On December 5, 1914, he left South Georgia for the South Pole. There were 27 crew members and 69 dogs on the plane. The leader of the expedition, Sir Ernest Shackleton, wanted to establish a base on the coast of the Weddell Sea and then go to the Ross Sea.
The ship encountered a barrier of sea ice in two days. The ship was stuck in the middle of a chocolate bar in mid-January after a gale pushed ice against one another.
The men could not do anything. The badly damaged ship was abandoned after nine months on the ice. They took food, bibles, books, clothing, tools, keepsakes, and three open lifeboats from the ship. Some dogs and a cat were shot.
The Endurance sank a few weeks after they had set out. Frank Worsley, the ship's captain and navigator, recorded its location using basic navigation tools. Without that information, it would not have been found.
The men formed a plan to cross the ice. They gave up after just seven and a half miles of travel in seven days.
When the ice broke up in April, the crew went to Elephant Island, a remote and uninhabited outcrop. The men were exhausted, some afflicted by sea sickness, others convulsed with dysentery.
They made it. They were on Elephant Island on April 15. It was the first time in almost 500 days that the men had stood on the ground.
After nine days of recovery, Shackleton, Worsley and four others took one of the boats another 8oo miles (1,300 km) across rough seas and in biting winds to South Georgia. Every surge of the sea was an enemy to be watched. It took 16 days to get there.
Their epic journey was not over despite their extraordinary feat of survival. The men crossed South Georgia's peaks and glaciers to reach a whaling station on the other side of the island. After several failed attempts, a rescue party set out for Elephant Island, where the remaining 22 crewmen were waiting.
In 1922, a new expedition was launched by Shackleton. He died of a heart attack while his ship was docked at South Georgia.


**WORK TO COMPLETE**. Below is a block of records: output all of them exactly and leave out the pictures.

**STUDY MATERIAL**.

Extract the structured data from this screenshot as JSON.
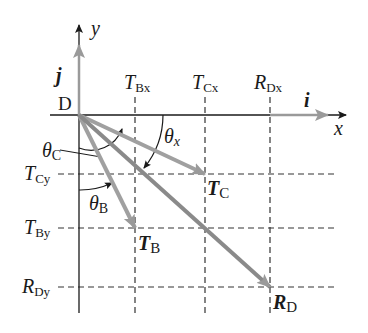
{
  "diagram": {
    "origin_label": "D",
    "axes": {
      "x_label": "x",
      "y_label": "y",
      "i_label": "i",
      "j_label": "j"
    },
    "vectors": [
      {
        "name": "T_C",
        "label_main": "T",
        "label_sub": "C",
        "from": [
          79,
          115
        ],
        "to": [
          205,
          174
        ]
      },
      {
        "name": "T_B",
        "label_main": "T",
        "label_sub": "B",
        "from": [
          79,
          115
        ],
        "to": [
          135,
          228
        ]
      },
      {
        "name": "R_D",
        "label_main": "R",
        "label_sub": "D",
        "from": [
          79,
          115
        ],
        "to": [
          270,
          287
        ]
      }
    ],
    "component_labels": {
      "TBx": {
        "main": "T",
        "sub": "Bx"
      },
      "TCx": {
        "main": "T",
        "sub": "Cx"
      },
      "RDx": {
        "main": "R",
        "sub": "Dx"
      },
      "TCy": {
        "main": "T",
        "sub": "Cy"
      },
      "TBy": {
        "main": "T",
        "sub": "By"
      },
      "RDy": {
        "main": "R",
        "sub": "Dy"
      }
    },
    "angles": {
      "theta_C": {
        "main": "θ",
        "sub": "C"
      },
      "theta_B": {
        "main": "θ",
        "sub": "B"
      },
      "theta_x": {
        "main": "θ",
        "sub": "x"
      }
    },
    "colors": {
      "axis": "#1a1a1a",
      "vector": "#9a9a9a",
      "vector_dark": "#8a8a8a",
      "dashed": "#333333"
    }
  }
}
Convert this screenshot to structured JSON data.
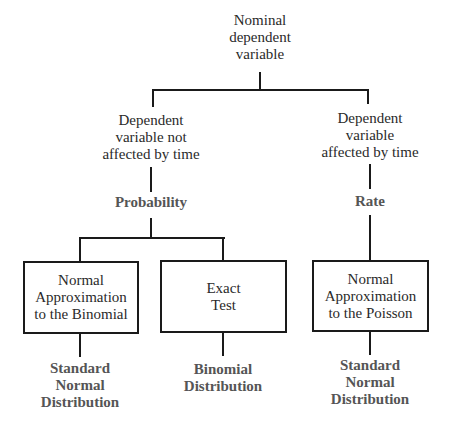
{
  "diagram": {
    "root": {
      "lines": [
        "Nominal",
        "dependent",
        "variable"
      ]
    },
    "branch_left": {
      "lines": [
        "Dependent",
        "variable not",
        "affected by time"
      ],
      "measure": "Probability",
      "children": [
        {
          "box_lines": [
            "Normal",
            "Approximation",
            "to the Binomial"
          ],
          "result_lines": [
            "Standard",
            "Normal",
            "Distribution"
          ]
        },
        {
          "box_lines": [
            "Exact",
            "Test"
          ],
          "result_lines": [
            "Binomial",
            "Distribution"
          ]
        }
      ]
    },
    "branch_right": {
      "lines": [
        "Dependent",
        "variable",
        "affected by time"
      ],
      "measure": "Rate",
      "children": [
        {
          "box_lines": [
            "Normal",
            "Approximation",
            "to the Poisson"
          ],
          "result_lines": [
            "Standard",
            "Normal",
            "Distribution"
          ]
        }
      ]
    },
    "colors": {
      "line": "#1a1a1a",
      "text": "#2a2a2a",
      "bold_text": "#555555",
      "background": "#ffffff"
    }
  }
}
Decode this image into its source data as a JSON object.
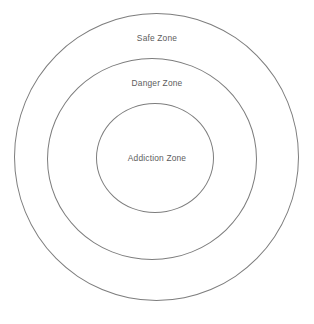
{
  "diagram": {
    "type": "concentric-circles",
    "title": "",
    "background_color": "#ffffff",
    "stroke_color": "#7d7d7d",
    "text_color": "#5c5c5c",
    "center": {
      "x": 156,
      "y": 157
    },
    "zones": [
      {
        "id": "safe",
        "label": "Safe Zone",
        "level": "outer",
        "radius": 143,
        "label_position": "top-of-ring"
      },
      {
        "id": "danger",
        "label": "Danger Zone",
        "level": "middle",
        "radius": 101,
        "label_position": "top-of-ring"
      },
      {
        "id": "addiction",
        "label": "Addiction Zone",
        "level": "inner",
        "radius": 57,
        "label_position": "center"
      }
    ]
  }
}
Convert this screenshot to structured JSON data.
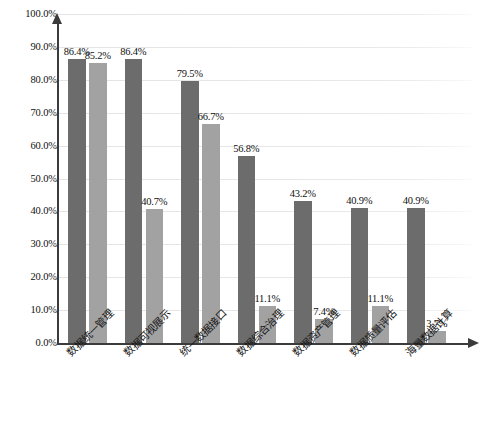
{
  "chart_data": {
    "type": "bar",
    "title": "",
    "xlabel": "",
    "ylabel": "",
    "ylim": [
      0,
      100
    ],
    "ytick_labels": [
      "100.0%",
      "90.0%",
      "80.0%",
      "70.0%",
      "60.0%",
      "50.0%",
      "40.0%",
      "30.0%",
      "20.0%",
      "10.0%",
      "0.0%"
    ],
    "ytick_values": [
      100,
      90,
      80,
      70,
      60,
      50,
      40,
      30,
      20,
      10,
      0
    ],
    "grid": true,
    "legend_position": "bottom",
    "categories": [
      "数据统一管理",
      "数据可视展示",
      "统一数据接口",
      "数据综合治理",
      "数据资产管理",
      "数据质量评估",
      "海量数据计算"
    ],
    "series": [
      {
        "name": "series-1",
        "color": "#6c6c6c",
        "values": [
          86.4,
          86.4,
          79.5,
          56.8,
          43.2,
          40.9,
          40.9
        ],
        "labels": [
          "86.4%",
          "86.4%",
          "79.5%",
          "56.8%",
          "43.2%",
          "40.9%",
          "40.9%"
        ]
      },
      {
        "name": "series-2",
        "color": "#a2a2a2",
        "values": [
          85.2,
          40.7,
          66.7,
          11.1,
          7.4,
          11.1,
          3.7
        ],
        "labels": [
          "85.2%",
          "40.7%",
          "66.7%",
          "11.1%",
          "7.4%",
          "11.1%",
          "3.7%"
        ]
      }
    ]
  },
  "colors": {
    "series_1": "#6c6c6c",
    "series_2": "#a2a2a2",
    "axis": "#3b3b3b",
    "gridline": "#e6e6e6",
    "text": "#111111"
  },
  "caption": ""
}
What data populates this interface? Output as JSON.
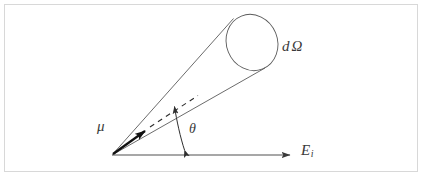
{
  "figure": {
    "domain": "diagram",
    "background_color": "#ffffff",
    "border_color": "#d8d8d8",
    "stroke_color": "#4a4a4a",
    "axis_color": "#6e6e6e",
    "vector_color": "#111111",
    "labels": {
      "mu": "μ",
      "theta": "θ",
      "domega_d": "d",
      "domega_omega": "Ω",
      "incident_energy_base": "E",
      "incident_energy_sub": "i"
    },
    "geometry": {
      "apex": [
        112,
        155
      ],
      "axis_start": [
        112,
        155
      ],
      "axis_end": [
        297,
        155
      ],
      "cone_upper_end": [
        233,
        18
      ],
      "cone_lower_end": [
        264,
        68
      ],
      "cone_axis_end": [
        250,
        44
      ],
      "ellipse_center": [
        252,
        42
      ],
      "ellipse_rx": 26,
      "ellipse_ry": 29,
      "ellipse_rotation_deg": -22,
      "mu_arrow_end": [
        151,
        127
      ],
      "dashed_end": [
        197,
        96
      ],
      "arc_foot": [
        185,
        155
      ],
      "arc_head": [
        173,
        102
      ]
    }
  }
}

**RESULT OF THIS EXERCISE**.
Extract the structured data from this screenshot as JSON.
{
  "diagram": {
    "origin_label": "D",
    "axes": {
      "x_label": "x",
      "y_label": "y",
      "i_label": "i",
      "j_label": "j"
    },
    "vectors": [
      {
        "name": "T_C",
        "label_main": "T",
        "label_sub": "C",
        "from": [
          79,
          115
        ],
        "to": [
          205,
          174
        ]
      },
      {
        "name": "T_B",
        "label_main": "T",
        "label_sub": "B",
        "from": [
          79,
          115
        ],
        "to": [
          135,
          228
        ]
      },
      {
        "name": "R_D",
        "label_main": "R",
        "label_sub": "D",
        "from": [
          79,
          115
        ],
        "to": [
          270,
          287
        ]
      }
    ],
    "component_labels": {
      "TBx": {
        "main": "T",
        "sub": "Bx"
      },
      "TCx": {
        "main": "T",
        "sub": "Cx"
      },
      "RDx": {
        "main": "R",
        "sub": "Dx"
      },
      "TCy": {
        "main": "T",
        "sub": "Cy"
      },
      "TBy": {
        "main": "T",
        "sub": "By"
      },
      "RDy": {
        "main": "R",
        "sub": "Dy"
      }
    },
    "angles": {
      "theta_C": {
        "main": "θ",
        "sub": "C"
      },
      "theta_B": {
        "main": "θ",
        "sub": "B"
      },
      "theta_x": {
        "main": "θ",
        "sub": "x"
      }
    },
    "colors": {
      "axis": "#1a1a1a",
      "vector": "#9a9a9a",
      "vector_dark": "#8a8a8a",
      "dashed": "#333333"
    }
  }
}
Convert this screenshot to structured JSON data.
{
  "diagram": {
    "root": {
      "lines": [
        "Nominal",
        "dependent",
        "variable"
      ]
    },
    "branch_left": {
      "lines": [
        "Dependent",
        "variable not",
        "affected by time"
      ],
      "measure": "Probability",
      "children": [
        {
          "box_lines": [
            "Normal",
            "Approximation",
            "to the Binomial"
          ],
          "result_lines": [
            "Standard",
            "Normal",
            "Distribution"
          ]
        },
        {
          "box_lines": [
            "Exact",
            "Test"
          ],
          "result_lines": [
            "Binomial",
            "Distribution"
          ]
        }
      ]
    },
    "branch_right": {
      "lines": [
        "Dependent",
        "variable",
        "affected by time"
      ],
      "measure": "Rate",
      "children": [
        {
          "box_lines": [
            "Normal",
            "Approximation",
            "to the Poisson"
          ],
          "result_lines": [
            "Standard",
            "Normal",
            "Distribution"
          ]
        }
      ]
    },
    "colors": {
      "line": "#1a1a1a",
      "text": "#2a2a2a",
      "bold_text": "#555555",
      "background": "#ffffff"
    }
  }
}
Decode this image into its source data as a JSON object.
{
  "diagram": {
    "type": "concentric-circles",
    "title": "",
    "background_color": "#ffffff",
    "stroke_color": "#7d7d7d",
    "text_color": "#5c5c5c",
    "center": {
      "x": 156,
      "y": 157
    },
    "zones": [
      {
        "id": "safe",
        "label": "Safe Zone",
        "level": "outer",
        "radius": 143,
        "label_position": "top-of-ring"
      },
      {
        "id": "danger",
        "label": "Danger Zone",
        "level": "middle",
        "radius": 101,
        "label_position": "top-of-ring"
      },
      {
        "id": "addiction",
        "label": "Addiction Zone",
        "level": "inner",
        "radius": 57,
        "label_position": "center"
      }
    ]
  }
}
Convert this screenshot to structured JSON data.
{
  "chart_data": {
    "type": "bar",
    "title": "",
    "xlabel": "",
    "ylabel": "",
    "ylim": [
      0,
      100
    ],
    "ytick_labels": [
      "100.0%",
      "90.0%",
      "80.0%",
      "70.0%",
      "60.0%",
      "50.0%",
      "40.0%",
      "30.0%",
      "20.0%",
      "10.0%",
      "0.0%"
    ],
    "ytick_values": [
      100,
      90,
      80,
      70,
      60,
      50,
      40,
      30,
      20,
      10,
      0
    ],
    "grid": true,
    "legend_position": "bottom",
    "categories": [
      "数据统一管理",
      "数据可视展示",
      "统一数据接口",
      "数据综合治理",
      "数据资产管理",
      "数据质量评估",
      "海量数据计算"
    ],
    "series": [
      {
        "name": "series-1",
        "color": "#6c6c6c",
        "values": [
          86.4,
          86.4,
          79.5,
          56.8,
          43.2,
          40.9,
          40.9
        ],
        "labels": [
          "86.4%",
          "86.4%",
          "79.5%",
          "56.8%",
          "43.2%",
          "40.9%",
          "40.9%"
        ]
      },
      {
        "name": "series-2",
        "color": "#a2a2a2",
        "values": [
          85.2,
          40.7,
          66.7,
          11.1,
          7.4,
          11.1,
          3.7
        ],
        "labels": [
          "85.2%",
          "40.7%",
          "66.7%",
          "11.1%",
          "7.4%",
          "11.1%",
          "3.7%"
        ]
      }
    ]
  },
  "colors": {
    "series_1": "#6c6c6c",
    "series_2": "#a2a2a2",
    "axis": "#3b3b3b",
    "gridline": "#e6e6e6",
    "text": "#111111"
  },
  "caption": ""
}
What data populates this interface? Output as JSON.
{
  "figure": {
    "domain": "diagram",
    "background_color": "#ffffff",
    "border_color": "#d8d8d8",
    "stroke_color": "#4a4a4a",
    "axis_color": "#6e6e6e",
    "vector_color": "#111111",
    "labels": {
      "mu": "μ",
      "theta": "θ",
      "domega_d": "d",
      "domega_omega": "Ω",
      "incident_energy_base": "E",
      "incident_energy_sub": "i"
    },
    "geometry": {
      "apex": [
        112,
        155
      ],
      "axis_start": [
        112,
        155
      ],
      "axis_end": [
        297,
        155
      ],
      "cone_upper_end": [
        233,
        18
      ],
      "cone_lower_end": [
        264,
        68
      ],
      "cone_axis_end": [
        250,
        44
      ],
      "ellipse_center": [
        252,
        42
      ],
      "ellipse_rx": 26,
      "ellipse_ry": 29,
      "ellipse_rotation_deg": -22,
      "mu_arrow_end": [
        151,
        127
      ],
      "dashed_end": [
        197,
        96
      ],
      "arc_foot": [
        185,
        155
      ],
      "arc_head": [
        173,
        102
      ]
    }
  }
}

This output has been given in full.